Books

‘The Magician’s Book: A Skeptic’s Adventures in Narnia’ by

Laura Miller, whose beautifully written The Magician’s Book: A Skeptic’s Adventures in Narnia, explores the extraordinary literary qualities of Lewis’s creation.

One of the lesser fronts in the modern culture wars features a vicious if bizarre struggle over the soul of children’s fantasy literature, now become a zero-sum contest between opposing theologies. If you like The Chronicles of Narnia, in which C.S. Lewis’s child characters serve a Christ-figure (and later go to heaven), you’re supposed to be repulsed by the His Dark Materials trilogy by Philip Pullman, that militant atheist. Likewise, Golden Compass fans should consider the entire Narnia series to be what Pullman called it, “nauseating drivel.” The fact that millions of readers like both series, even the moral vision in both series, is grandly ignored.

There are Christians who like Pullman’s books and there are secular critics who love Narnia, though they are heard from even less. One of the most thoughtful of the latter is Salon.com writer Laura Miller, whose beautifully written The Magician’s Book: A Skeptic’s Adventures in Narnia, explores the extraordinary literary qualities of Lewis’s creation. Miller was entranced by Narnia as a child, felt betrayed by its Christian themes as an irreligious teen, and was drawn back as an adult by a first (reading) love so powerful that almost all can and must be forgiven. She, and the other skeptical Narnia aficionados she interviews—Neil Gaiman and Jonathan Franzen among them—haven’t much use for The Last Battle, the overtly Christian concluding volume, precisely because the sort of perfection a heavenly ending requires necessarily destroys the very story-ness, the wonder and adventure, of the other books. Miller makes an eloquent case for Narnia as imaginative literature at its best. “A long time ago, I opened a book, and this is what I found inside: a whole new world. This world is enormous, yet it all fits inside a book. It goes on forever and ever. At nine I thought I must go to Narnia or die. It would be a long time before I understood that I was already there.”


Task requirements: Copy out, from the entries below, each line that holds the string "button".

-------------------------

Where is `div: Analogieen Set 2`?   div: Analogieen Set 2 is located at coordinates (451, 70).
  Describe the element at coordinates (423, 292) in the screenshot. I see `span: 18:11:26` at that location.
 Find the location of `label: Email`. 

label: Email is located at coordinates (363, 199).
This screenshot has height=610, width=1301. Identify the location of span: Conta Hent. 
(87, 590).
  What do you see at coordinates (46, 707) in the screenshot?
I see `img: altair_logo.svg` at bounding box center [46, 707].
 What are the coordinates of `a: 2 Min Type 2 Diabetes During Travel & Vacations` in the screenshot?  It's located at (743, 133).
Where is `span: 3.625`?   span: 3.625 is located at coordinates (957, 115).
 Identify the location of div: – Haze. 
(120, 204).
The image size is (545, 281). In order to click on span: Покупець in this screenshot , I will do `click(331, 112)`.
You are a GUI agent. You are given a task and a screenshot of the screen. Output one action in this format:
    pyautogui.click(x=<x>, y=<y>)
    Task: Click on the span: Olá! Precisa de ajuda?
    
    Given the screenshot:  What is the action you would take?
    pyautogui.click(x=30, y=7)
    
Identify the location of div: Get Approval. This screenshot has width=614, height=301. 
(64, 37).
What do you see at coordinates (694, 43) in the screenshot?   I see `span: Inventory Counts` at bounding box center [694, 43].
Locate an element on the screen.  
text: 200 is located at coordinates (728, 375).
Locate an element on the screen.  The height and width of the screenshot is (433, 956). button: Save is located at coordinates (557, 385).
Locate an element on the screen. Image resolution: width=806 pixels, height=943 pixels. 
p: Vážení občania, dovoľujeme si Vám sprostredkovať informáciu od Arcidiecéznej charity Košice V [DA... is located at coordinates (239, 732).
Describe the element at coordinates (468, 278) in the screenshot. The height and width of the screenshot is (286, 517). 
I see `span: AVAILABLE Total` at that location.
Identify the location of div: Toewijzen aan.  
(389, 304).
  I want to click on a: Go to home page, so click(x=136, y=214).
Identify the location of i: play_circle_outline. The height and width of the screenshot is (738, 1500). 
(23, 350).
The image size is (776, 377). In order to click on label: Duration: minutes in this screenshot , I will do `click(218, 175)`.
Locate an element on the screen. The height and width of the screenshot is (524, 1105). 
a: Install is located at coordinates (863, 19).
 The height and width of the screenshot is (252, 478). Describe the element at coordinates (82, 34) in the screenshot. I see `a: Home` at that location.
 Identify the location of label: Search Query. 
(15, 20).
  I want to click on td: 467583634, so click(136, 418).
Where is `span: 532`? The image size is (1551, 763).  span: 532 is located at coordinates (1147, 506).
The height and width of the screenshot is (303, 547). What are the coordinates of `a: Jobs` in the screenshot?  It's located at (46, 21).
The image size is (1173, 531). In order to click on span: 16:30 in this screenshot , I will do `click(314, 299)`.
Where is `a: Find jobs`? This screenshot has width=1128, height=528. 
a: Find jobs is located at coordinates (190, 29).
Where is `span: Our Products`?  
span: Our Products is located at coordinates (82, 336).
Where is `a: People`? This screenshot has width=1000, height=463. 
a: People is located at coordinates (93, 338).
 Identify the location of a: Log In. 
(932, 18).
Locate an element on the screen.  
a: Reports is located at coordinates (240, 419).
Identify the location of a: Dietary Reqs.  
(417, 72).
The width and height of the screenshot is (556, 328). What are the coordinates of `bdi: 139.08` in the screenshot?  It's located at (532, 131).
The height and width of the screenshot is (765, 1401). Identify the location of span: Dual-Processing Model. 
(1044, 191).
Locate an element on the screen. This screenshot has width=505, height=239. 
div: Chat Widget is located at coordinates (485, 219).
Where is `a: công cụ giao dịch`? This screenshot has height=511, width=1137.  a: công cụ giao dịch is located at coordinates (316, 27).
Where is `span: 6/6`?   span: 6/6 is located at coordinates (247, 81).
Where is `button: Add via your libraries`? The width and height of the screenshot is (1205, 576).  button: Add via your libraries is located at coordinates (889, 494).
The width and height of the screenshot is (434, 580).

-------------------------

Solved exercise:
Locate an element on the screen.  The height and width of the screenshot is (433, 956). button: Save is located at coordinates (557, 385).
Where is `button: Add via your libraries`? The width and height of the screenshot is (1205, 576).  button: Add via your libraries is located at coordinates (889, 494).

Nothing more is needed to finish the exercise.